Dr Oisin Wall
‘Doing porridge’
Governor: It’s my four eyed butterfly fish […]
Chief Prison Officer: Poorly, is he sir? […]
G: I’m very much afraid he may have developed fin rot […] it’s contagious you see, we’ll have to isolate the little fellow.
CPO: Much as I’ve had to do with Evans, Sir.
G: Evans?
CPO: Yes sir, I’ve had to isolate him sir.
G: Oh what’s he done now?
CPO: He’s been eating electric lightbulbs, sir.
G: Lightbulbs? Did he say why he was eating lightbulbs?
CPO: Yes sir, he said it was because he couldn’t get hold of any razorblades.
This exchange in the first episode of the classic television show Porridge (1974-1977), with its jaunty segue from the governor’s pet to the solitary confinement of a prisoner in crisis, had the studio audience rolling in the aisles with laughter. Yet, when this was written conditions for prisoners with mental health issues were almost non-existent British and Irish prisons, with many prisoners campaigning to improve conditions and, in particular, psychiatric care for distressed prisoners. The campaigns were led by the Preservation of the Rights of Prisoners (PROP) in Britain and the Prisoners’ Union (PU) and the Prisoner Rights Organisation (PRO) in Ireland.
Karl Crawley in the public eye
In 1975, a year after this episode of Porridge aired, a young man called Karl Crawley became a cause célèbre in Ireland. Like the fictional Evans, Crawley had been self-harming by eating bedsprings, cutlery, parts of a radio, and anything else he could lay hands on. At the time he was 23 years old and had already attempted suicide seventeen times during the six years he had spent in Patrick’s Institution and Mountjoy Prison.
Crawley came to the public attention because, while he was in court facing charges of assaulting a Garda, the PRO picketed the court and put leaflets on the jury’s benches. This landed seven activists with a 12 month prison sentence for interfering with a jury, because the leaflets had detailed Crawley’s history and argued that he needed care in the Central Mental Hospital rather than imprisonment, information that the judge thought would prejudice the jury.
Although Crawley’s charge was minor and would never usually have appeared in the newspapers, the attention from the PRO, their trial, and subsequent appeal, lifted Crawley into the public view. Newspapers reported on his acquittal on grounds of self-defence. They reported on Crawley’s transfer to Meath Hospital after swallowing 5 knife handles, two five inch pieces of metal, and a pipe cleaner. They also reported that the Prison Officers had not believed him for five days, when he told them he had swallowed the objects, until he needed emergency surgery.
Torture accusations
The following year, 1976, the newspapers reported extensively on the case that Crawley, with the aid of the PRO, took to the High Court. During the case it emerged that since 1974, Crawley had been moved to the Central Mental Hospital 11 times and that while in prison he was kept in solitary confinement in the basement and handcuffed every time he left his cell. His barrister, Patrick MacEntee S.C., argued that the Crawley’s treatment in Mountjoy amounted to torture and that Crawley had to be released to receive proper care. The court found against Crawley, the judgement argued that his treatment, although not ideal, was an attempt to keep him from further injuring himself.
Crawley was released in 1976, but that was not the end of his story. After the high court case the PRO put Crawley in contact with Mary Robinson, a barrister, and later President of Ireland. In 1978 Robinson brought a case to the European Court of Human Rights (ECHR), arguing that Crawley’s living conditions in Mountjoy had constituted ‘inhuman and degrading treatment’ in contravention of the European Convention on Human Rights. It was the first ECHR case against the government of Ireland not brought by a Republican organisation.
Starting a conversation
Crawley lost his case at the ECHR, but the campaign from 1975 to 1978 had succeeded in starting a broader conversation about mental health in Irish prisons. While it had hardly been mentioned before the early-1970s, after 1975 it became almost impossible for the media to write or speak about prisons without mentioning mental health of prisoners. It became a framing device for questions of rehabilitation, for articles about new buildings and the opening of new prisons; and it became a central issue in the discussions of the issues of sanitation, overcrowding, and the ‘doubling up’ of cells. While Crawley and the PRO may have lost their major cases, they had succeeded in shifting the discourse.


## Work task
Find the word "america" in the listing below. Copy every line that has it.

## Data to examine
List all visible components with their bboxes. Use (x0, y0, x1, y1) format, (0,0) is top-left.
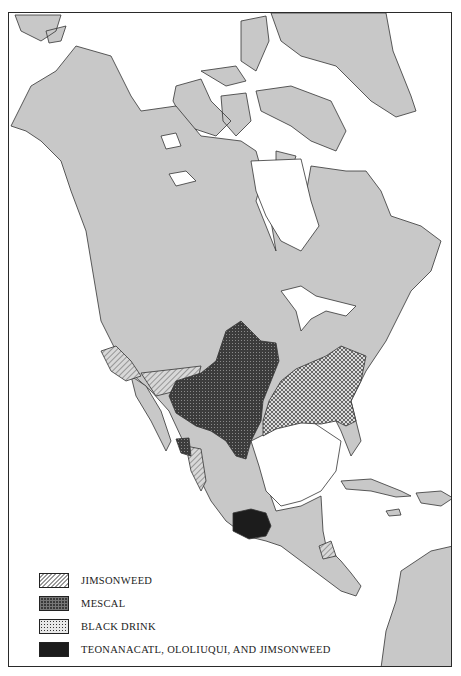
south-america (381, 546, 452, 667)
jamaica (386, 509, 401, 516)
legend-label: TEONANACATL, OLOLIUQUI, AND JIMSONWEED (81, 644, 331, 655)
legend-item-teonanacatl: TEONANACATL, OLOLIUQUI, AND JIMSONWEED (39, 638, 331, 661)
legend-item-jimsonweed: JIMSONWEED (39, 569, 331, 592)
legend-label: BLACK DRINK (81, 621, 156, 632)
cuba (341, 479, 411, 497)
region-teonanacatl (233, 509, 271, 539)
legend-item-mescal: MESCAL (39, 592, 331, 615)
map-frame: JIMSONWEED MESCAL BLACK DRINK TEONANACAT… (8, 12, 452, 667)
legend-label: MESCAL (81, 598, 125, 609)
map-legend: JIMSONWEED MESCAL BLACK DRINK TEONANACAT… (39, 569, 331, 661)
mescal-swatch-icon (39, 596, 69, 611)
north-america-mainland (11, 46, 441, 596)
black-drink-swatch-icon (39, 619, 69, 634)
legend-item-black-drink: BLACK DRINK (39, 615, 331, 638)
jimsonweed-swatch-icon (39, 573, 69, 588)
legend-label: JIMSONWEED (81, 575, 152, 586)
hispaniola (416, 491, 452, 506)
teonanacatl-swatch-icon (39, 642, 69, 657)
region-mescal-sonora (176, 438, 191, 456)
alaska-small-islands (15, 15, 66, 43)
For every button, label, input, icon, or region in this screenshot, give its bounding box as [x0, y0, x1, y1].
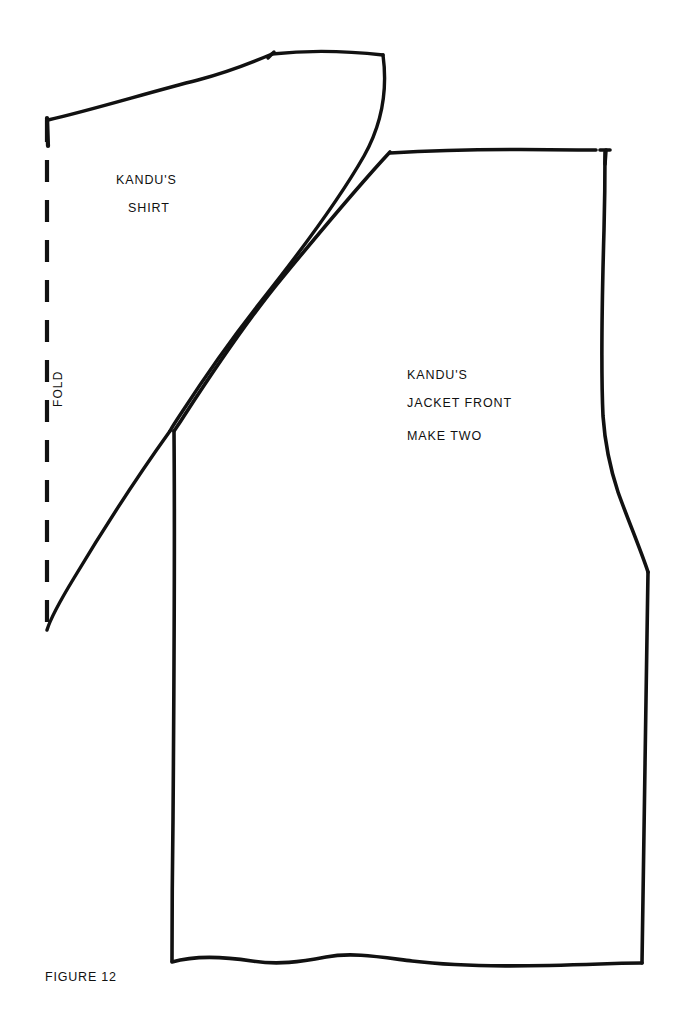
figure-caption: FIGURE 12 — [45, 971, 117, 984]
shirt-top-flat-edge — [272, 51, 383, 55]
jacket-shoulder-edge — [390, 150, 596, 153]
shirt-lower-diagonal-hem — [47, 431, 170, 630]
shirt-label-line-2: SHIRT — [128, 202, 170, 215]
jacket-lower-side-seam — [642, 572, 648, 963]
pattern-figure-page: KANDU'S SHIRT FOLD KANDU'S JACKET FRONT … — [0, 0, 683, 1033]
jacket-label-line-1: KANDU'S — [407, 369, 468, 382]
jacket-hem-edge — [172, 955, 642, 966]
jacket-label-line-2: JACKET FRONT — [407, 397, 512, 410]
shirt-top-curve — [48, 54, 272, 120]
pattern-drawing — [0, 0, 683, 1033]
shirt-label-line-1: KANDU'S — [116, 174, 177, 187]
fold-label: FOLD — [52, 371, 64, 407]
jacket-front-diagonal-edge — [174, 152, 390, 431]
jacket-make-two-label: MAKE TWO — [407, 430, 482, 443]
jacket-armhole-side-seam — [602, 152, 648, 572]
jacket-center-front-edge — [172, 431, 174, 961]
jacket-top-right-corner — [605, 150, 606, 164]
shirt-pattern-piece — [47, 51, 385, 630]
shirt-right-side-seam — [170, 55, 385, 431]
jacket-front-pattern-piece — [172, 150, 648, 966]
shirt-fold-top-corner — [47, 118, 48, 146]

## Result below
south-america (381, 546, 452, 667)
north-america-mainland (11, 46, 441, 596)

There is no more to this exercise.